Week of June 22, 2026
Summaries of Civil Opinions and Published Criminal Opinions Issued - Week of June 22, 2026.
NOTE: Summaries are prepared by the court's staff attorneys and law clerks for public information only and reflect his or her interpretation alone of the facts and legal issues. The summaries are not part of the court's opinion in the case and should not be cited to, quoted, or relied upon as the opinion of the court.
Links to full text of opinions (PDF version) can be accessed by clicking the cause number.
Castro v. State, No. 02-25-00419-CR (June 25, 2026) (Sudderth, C.J., joined by Birdwell and Bassel, JJ.).
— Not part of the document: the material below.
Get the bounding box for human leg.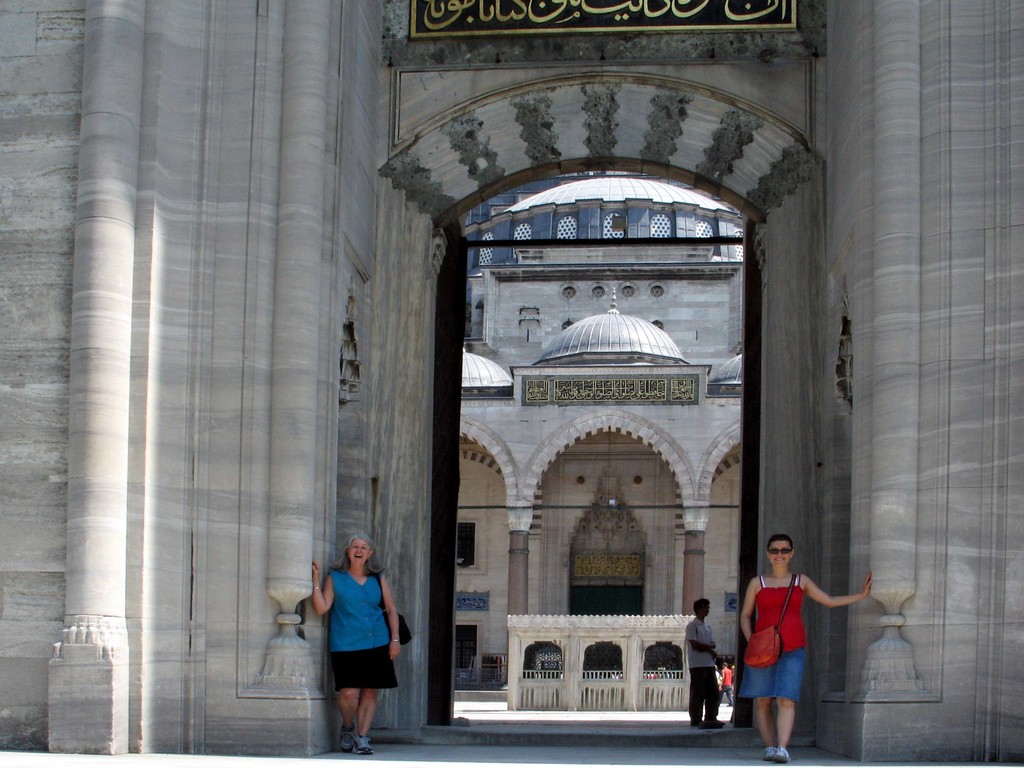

Held: Although Article 37.07, Section 2 of the Code of Criminal Procedure provides a statutory right to jury-assessed punishment, that right applies to a defendant only if he (1) pleads not guilty before a jury and (2) takes the necessary procedural steps to invoke his statutory right. To the extent that this court has implied that a defendant has an Article 37.07 right to jury-assessed punishment even if he waives a jury at the guilt–innocence phase, we disapprove of that implication. And to the extent that our sister courts have held that a defendant’s Article 37.07 right is waivable only, we disagree. Here, Appellant did not have a statutory right to jury-assessed punishment because he (1) waived his right to a jury at the guilt–innocence phase and (2) did not take the necessary procedural steps to invoke Article 37.07.
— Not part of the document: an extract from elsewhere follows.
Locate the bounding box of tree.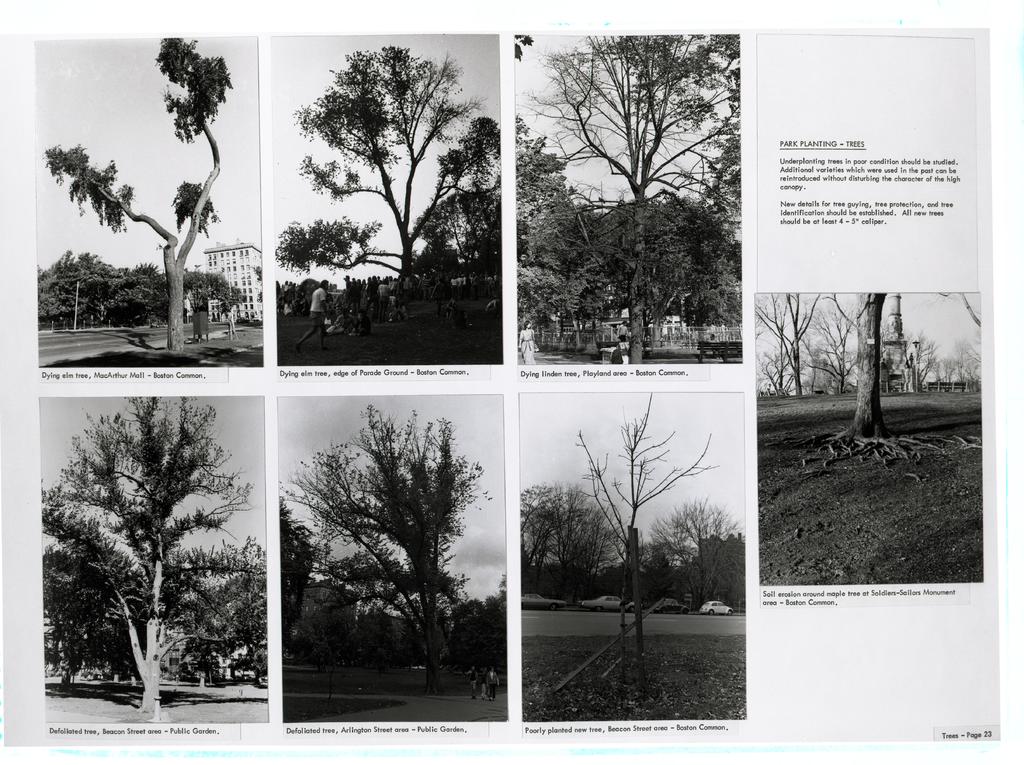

Hall v. State, Nos. 02-25-00171-CR, 02-25-00172-CR (June 25, 2026) (Wallach, J., joined by Sudderth, C.J., and Walker, J.).
Held: In an otherwise frivolous appeal of two separate judgments, the court modified the trial court’s judgments to delete fines that were not orally pronounced when the trial court revoked Appellant’s community supervision, adjudicated him guilty, and sentenced him. In one case, the court also deleted $2,560 that Appellant had been ordered to pay as reimbursement for attorney’s fees because nothing in the record showed that Appellant had the ability to pay attorney’s fees when he entered his plea or when his guilt was adjudicated. The court also deleted $4,718 in reparations where the record did not provide support for the reparation award or the specific amount. But the court upheld a $415 reparation award in the other case because the record in that case supported it. A prematurely assessed $25 time-payment fee was struck without prejudice; the court made clear that the time-payment fee could be assessed if Appellant failed to timely pay the remaining court costs that he owed.